I have a “happy song” – a song that reliably brings me joy. Perhaps you do too. I might be doing chores, driving on an errand, or making dinner, and I will become aware that I am singing it.
My happy song has changed over time, but right now it is a hymn in the “Christian Science Hymnal: Hymns 430-603” that begins, “Be Thou my vision, O Lord of my heart” (No. 442). As I take in its message, I feel content and close to God, Love. It moves my thought from the mundane of mortal life to a spiritual awareness that heaven is here, now. I become more conscious of my – and everyone’s – true being as God’s child, spiritual and immortal.
This week’s Christian Science Bible lesson is on the subject “Mortals and Immortals.” It begins with the instruction, “O sing unto the Lord a new song” (Psalms 96:1). A few verses on, it talks of putting on “the new self, which is being renewed in knowledge in the image of its Creator” (Colossians 3:10, New International Version). A new understanding of ourselves as made in the image of God, Spirit, our creator, is certainly worth a song!
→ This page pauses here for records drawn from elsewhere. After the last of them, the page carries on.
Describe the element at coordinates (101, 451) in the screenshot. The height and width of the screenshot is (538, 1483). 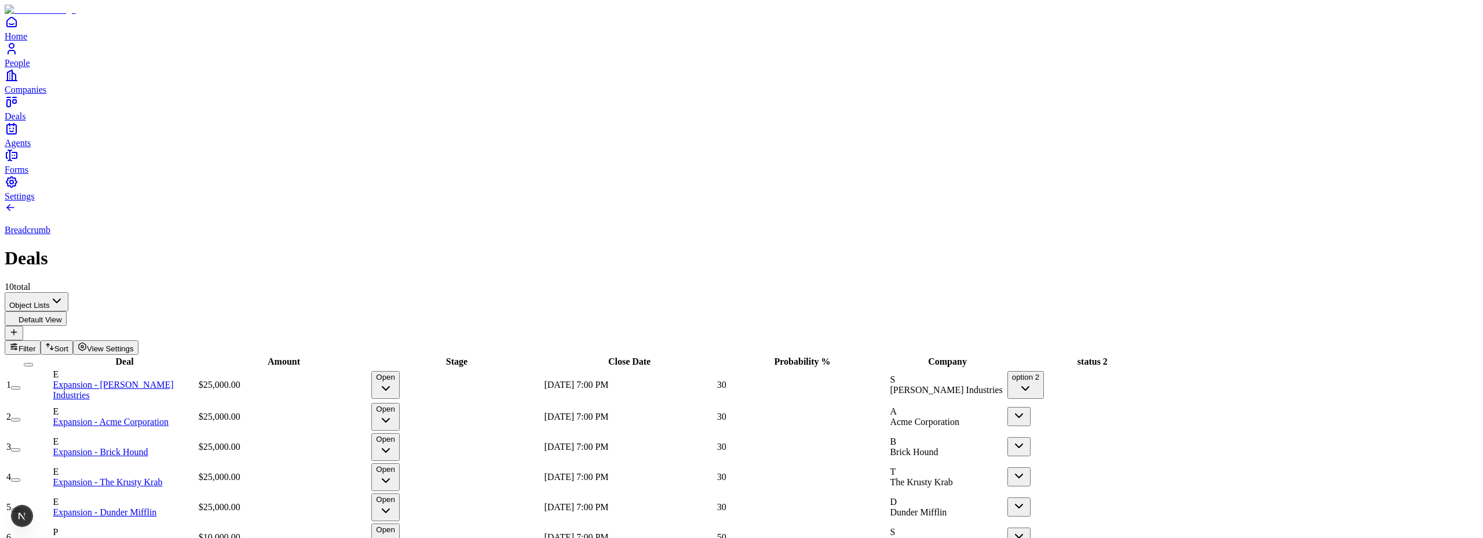
I see `a: Expansion - Brick Hound` at that location.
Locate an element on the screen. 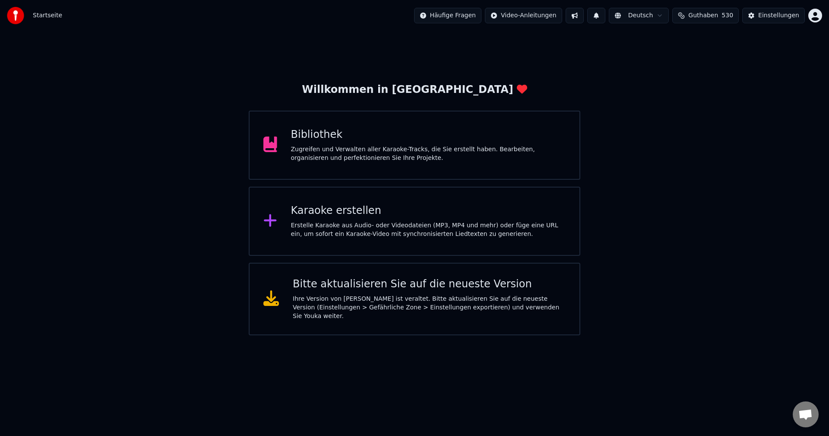 The height and width of the screenshot is (436, 829). button: Häufige Fragen is located at coordinates (448, 16).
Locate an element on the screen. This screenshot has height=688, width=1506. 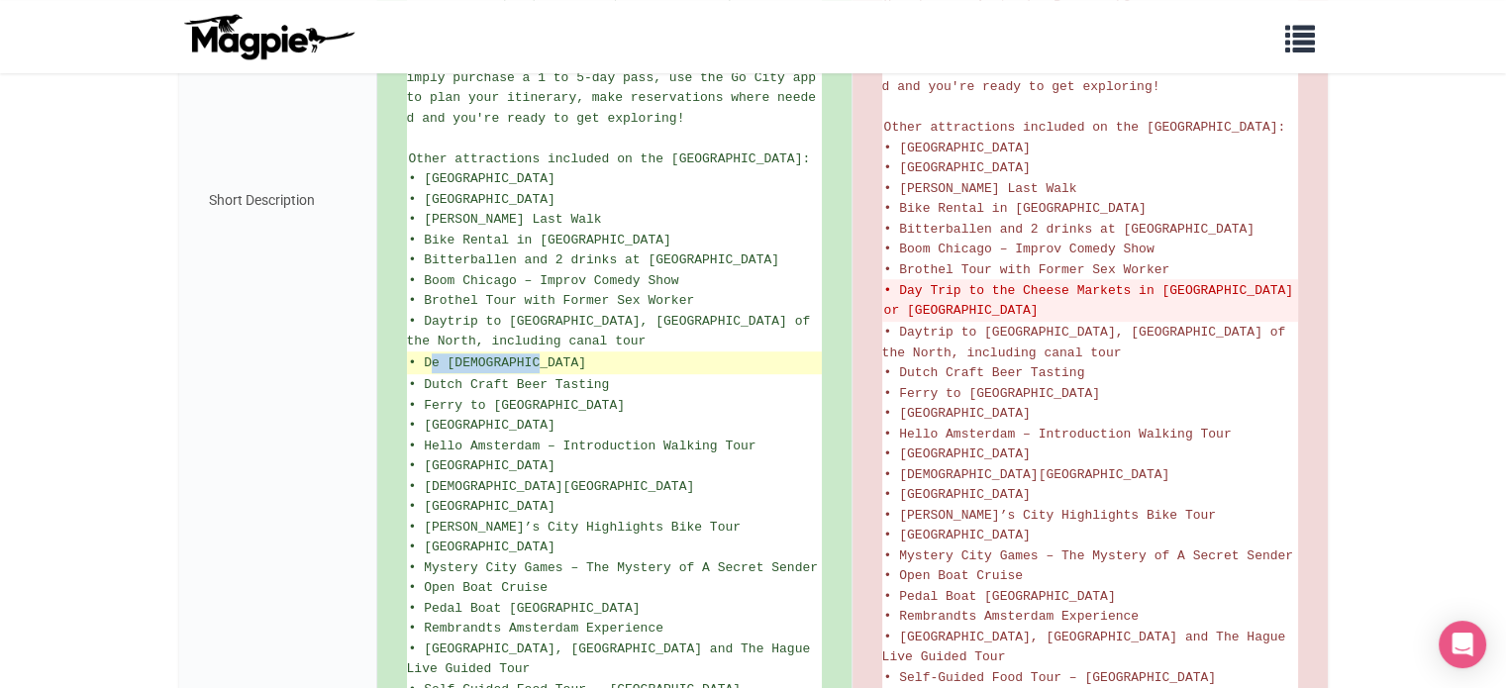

Can we leave a mortal sense of life in matter? The Apostle Paul tells us in First Corinthians, “This mortal must put on immortality,” because as he has already explained, “As in Adam all die, even so in Christ shall all be made alive” (15:53, 22). Mary Baker Eddy, the discoverer of Christian Science, puts it this way in “Science and Health with Key to the Scriptures”: “The real man is spiritual and immortal, but the mortal and imperfect so-called ‘children of men’ are counterfeits from the beginning, to be laid aside for the pure reality” (p. 409).
We might think of laying aside a mortal sense of ourselves for the pure reality of our immortal identity as God’s children, as singing a new song. Imagine walking down a street singing a song about life’s problems. But then you hear another song, whose melody is from the always-reliable and ever-present divine Love, God. A song that’s sweet, pure, joyful, loving, and peaceful. Imagine that you begin to sing this new song.
Can you sing the first song at the same time? You can’t. The new song has become your song!
This week’s lesson explains, “Willingness to become as a little child and to leave the old for the new, renders thought receptive of the advanced idea. Gladness to leave the false landmarks and joy to see them disappear, – this disposition helps to precipitate the ultimate harmony” (Science and Health, pp. 323-324).
This willingness to take up the new, spiritual, immortal view of ourselves and others not only brings joy, it also heals.
One evening, the night before I was to get up in the predawn for a full day of travel, I felt quite ill. To my material sense of things, the situation was not good. I knew I needed a “new song,” one bringing out my true, spiritual identity as the reflection of God, Life.
A few days before, I had been given such a song in an inspired view of a glassy, still pond. On the surface I could see a line stretched across the water with birds sitting on it, then taking off and landing again. It was beautiful. Then I moved slightly, and I realized that the wire actually ran from the ground to a high pole, and what I was seeing on the water was a perfect reflection. No bird could “land” on the reflection that wasn’t in the original.
Thinking back on this, I realized that illness can’t be part of the real, spiritual, immortal man – God’s reflection – since it is not part of God, our entirely good creator. I “sang” this song of understanding into the night, holding to the spiritual reality, refusing to change my tune. I fell asleep peacefully, then awoke in the morning completely healed and refreshed and had a glorious day of travel.
What a joy to follow Paul’s words, “I will sing with the spirit, and I will sing with the understanding also” (I Corinthians 14:15). As we do, we experience that “Science reveals the glorious possibilities of immortal man, forever unlimited by the mortal senses” (Science and Health, p. 288).